Last week, eight Duke Divinity students showed up in the darkened sanctuary of Watts Street Baptist Church for an abnormal ceremony. Filling the baptistery with water and changing into swimsuits, they stepped into the water two by two...and re-baptized each other. And not just once. Repeatedly. In the name of the Trinity! One guy was immersed at least nine times.

Broken baptismal practice? Hardly. As a matter of fact, it was a very appropriate baptismal practice. For, you see, it was....well, baptism practice. Under Dr. Freeman's leadership several of us future pastors had the opportunity to hone our skills. Actually, it would be more accurate to say we were given the opportunity to create them in the first place. Like good divinity students, we pondered the theological ramifications of our practice session. Should we “baptize” in the name of the Trinity? Or should we do it in the name of Snap, Crackle, and Pop? We decided in favor of the three friends we admire most because the “baptism” was not performed based upon a new profession of faith and with the intention of the church in the sacrament of baptism. However, given that we live on this side of the eschaton, we cannot speak with certitude and there remains the possibility that we shall be smitten (smited, smoted, smoten?) for offering “strange fire upon the altar.” Perhaps in that case, like a traditional candidate for Presbyterian ministry, we could just say we're willing to be damned for the glory of God. Damn – and all that for earning some style points for ministry!

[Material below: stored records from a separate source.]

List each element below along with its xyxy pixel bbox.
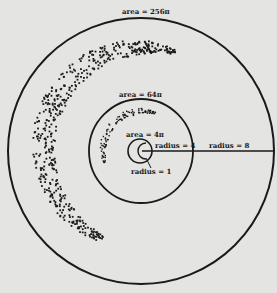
diagram-canvas: area = 256π area = 64π area = 4π radius … (0, 0, 277, 293)
inner-area-label: area = 4π (126, 130, 164, 139)
radius-1-label: radius = 1 (131, 167, 172, 176)
outer-area-label: area = 256π (122, 7, 170, 16)
concentric-circles-diagram: area = 256π area = 64π area = 4π radius … (0, 0, 277, 293)
radius-8-label: radius = 8 (209, 141, 250, 150)
middle-area-label: area = 64π (119, 90, 162, 99)
radius-4-label: radius = 4 (155, 141, 196, 150)
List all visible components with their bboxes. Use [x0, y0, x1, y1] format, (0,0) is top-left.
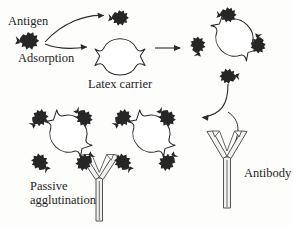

Seriously, though, I appreciate Dr. Freeman's intentional (oh, that Duke Divinity word!) formation of future Baptist clergy for the practices of ordained ministry. In the Free Church class last fall, our midterm was a paper in which we planned an imaginary discipleship class lesson to explain Baptist distinctive to church members. Our final was a heavily-footnoted baptismal liturgy. Although I believe Duke holds much stronger connections with both individual churches and the church universal in its confessional tradition, even in this place where nearly three-fourths of the graduates will enter congregational ministry the emphasis in courses scheduled and academic work assigned within those courses falls heavily in favor of second-order theological reflection. However, as baptist systematic theologian Jim McClendon has reminded us, doctrine is first and foremost a first-order practice and theological reflection is dependent upon the narrated practice of the church. A casual, jokey baptism practice late one Thursday afternoon called eight young Baptists to remember that the discourse of Christian theology begins, and only makes sense, in the tangible and lived experience of congregations living, and calling others into, the faith that calls us to die and rise in the water.